Playing the Indian Card

Sunday, August 22, 2021

Living in Harmony with Nature

 

Eve iin the Garden of Eden; Rousseau le Douanier.

There is a pervasive and dangerous myth that before the coming of the European settlers, the First Nations of Canada “lived in harmony with nature for thousands of years’’ to quote a claim seen recently online.

I suppose “harmony” here might have different possible meanings here. No doubt the Iroquois did not sit around humming. But I think war is the clearer analogy. Nature was likely to kill them at any moment; not, perhaps, in the form of a large predator, but of starvation, hypothermia, or disease. It is almost certainly a myth, although a common one, that they lived largely disease-free until they were exposed to smallpox and other plagues to which they had no natural immunity by European explorers and settlers.

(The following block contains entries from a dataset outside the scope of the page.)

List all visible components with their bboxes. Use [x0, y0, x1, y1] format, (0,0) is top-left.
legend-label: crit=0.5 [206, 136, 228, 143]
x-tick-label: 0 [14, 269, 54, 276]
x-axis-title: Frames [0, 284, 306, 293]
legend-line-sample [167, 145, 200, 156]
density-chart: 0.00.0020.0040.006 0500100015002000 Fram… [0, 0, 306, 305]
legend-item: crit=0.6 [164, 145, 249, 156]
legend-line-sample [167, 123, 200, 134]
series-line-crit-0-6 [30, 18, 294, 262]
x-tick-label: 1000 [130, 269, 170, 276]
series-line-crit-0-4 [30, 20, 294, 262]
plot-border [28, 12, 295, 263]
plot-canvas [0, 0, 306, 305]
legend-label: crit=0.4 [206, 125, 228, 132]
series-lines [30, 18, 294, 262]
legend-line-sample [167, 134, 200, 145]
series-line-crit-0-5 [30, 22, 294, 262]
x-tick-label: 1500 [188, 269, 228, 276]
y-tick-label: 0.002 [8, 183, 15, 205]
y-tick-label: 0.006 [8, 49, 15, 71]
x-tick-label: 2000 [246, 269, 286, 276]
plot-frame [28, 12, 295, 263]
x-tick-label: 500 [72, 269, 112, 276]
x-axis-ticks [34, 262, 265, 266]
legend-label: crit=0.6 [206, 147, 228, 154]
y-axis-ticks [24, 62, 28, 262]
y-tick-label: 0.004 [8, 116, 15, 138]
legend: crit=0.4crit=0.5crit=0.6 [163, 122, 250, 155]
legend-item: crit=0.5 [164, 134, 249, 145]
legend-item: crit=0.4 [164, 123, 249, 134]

Tuberculosis, the second-worst killer, has been found in Peruvian mummies from millennia ago. Smallpox actually seems to have first appeared in Europe and the Americas at about the same tiime; yet it was far more devastating in the Americas. During recorded history, new waves of smallpox and a variety of other illnesses seem to have swept the continent every two generations or so. It seems that, because their hunter-gatherer lifestyle forced low population densities, herd immunity to viruses could never be developed and maintained. Whether the Europeans came or not, there would be an inevitable epidemic of whatever viruses were circulating and a large die-off every few generations; as we see in many animal species.

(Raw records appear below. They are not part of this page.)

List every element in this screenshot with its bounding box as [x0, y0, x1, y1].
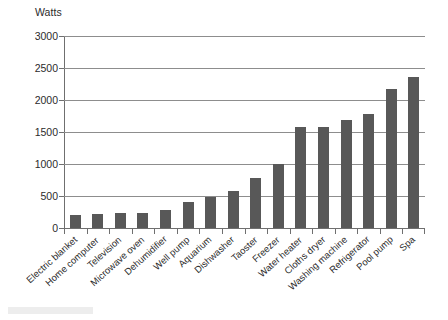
bar [273, 164, 284, 228]
bar [228, 191, 239, 228]
bar [92, 214, 103, 228]
y-tick-label-2500: 2500 [35, 62, 58, 74]
plot-area [64, 36, 425, 228]
bar [363, 114, 374, 228]
bar [318, 127, 329, 228]
bar [250, 178, 261, 228]
y-tick-mark-1000 [59, 164, 64, 165]
bar [408, 77, 419, 228]
gridline-2500 [64, 68, 425, 69]
x-label-spa: Spa [397, 234, 417, 253]
bar [386, 89, 397, 228]
y-tick-label-500: 500 [40, 190, 58, 202]
bar [137, 213, 148, 228]
y-tick-mark-2500 [59, 68, 64, 69]
y-tick-label-1000: 1000 [35, 158, 58, 170]
watts-bar-chart: Watts 050010001500200025003000 Electric … [0, 0, 448, 320]
bar [341, 120, 352, 228]
y-tick-label-3000: 3000 [35, 30, 58, 42]
bar [70, 215, 81, 228]
scan-artifact [8, 307, 93, 314]
y-tick-mark-1500 [59, 132, 64, 133]
bar [295, 127, 306, 228]
y-tick-mark-2000 [59, 100, 64, 101]
gridline-3000 [64, 36, 425, 37]
bar [115, 213, 126, 228]
y-tick-mark-3000 [59, 36, 64, 37]
y-tick-label-1500: 1500 [35, 126, 58, 138]
y-axis-title: Watts [35, 6, 62, 18]
gridline-2000 [64, 100, 425, 101]
bar [160, 210, 171, 228]
y-tick-mark-500 [59, 196, 64, 197]
bar [205, 197, 216, 228]
y-tick-label-2000: 2000 [35, 94, 58, 106]
bar [183, 202, 194, 228]
y-tick-mark-0 [59, 228, 64, 229]
y-axis-tick-labels: 050010001500200025003000 [0, 36, 58, 228]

And, of course, as hunter-gatherers, they lived by killing nature--by killing, raping, and pillaging nature.

Living in harmony with nature fits far better as a description of the European settlers. There is a reason why a farmer is called a “husbandman.” He is wed to the land, and faithful to it, in a reciprocal relationship. He reaps only what he sows; he must forever put back into the land what he takes out.

Not that such harmony is the necessary ideal. An engineer, an artist, or a technologist, at least in principle, improves nature. For they, in one way or another, transform pure nature into spirit, which is a greater thing.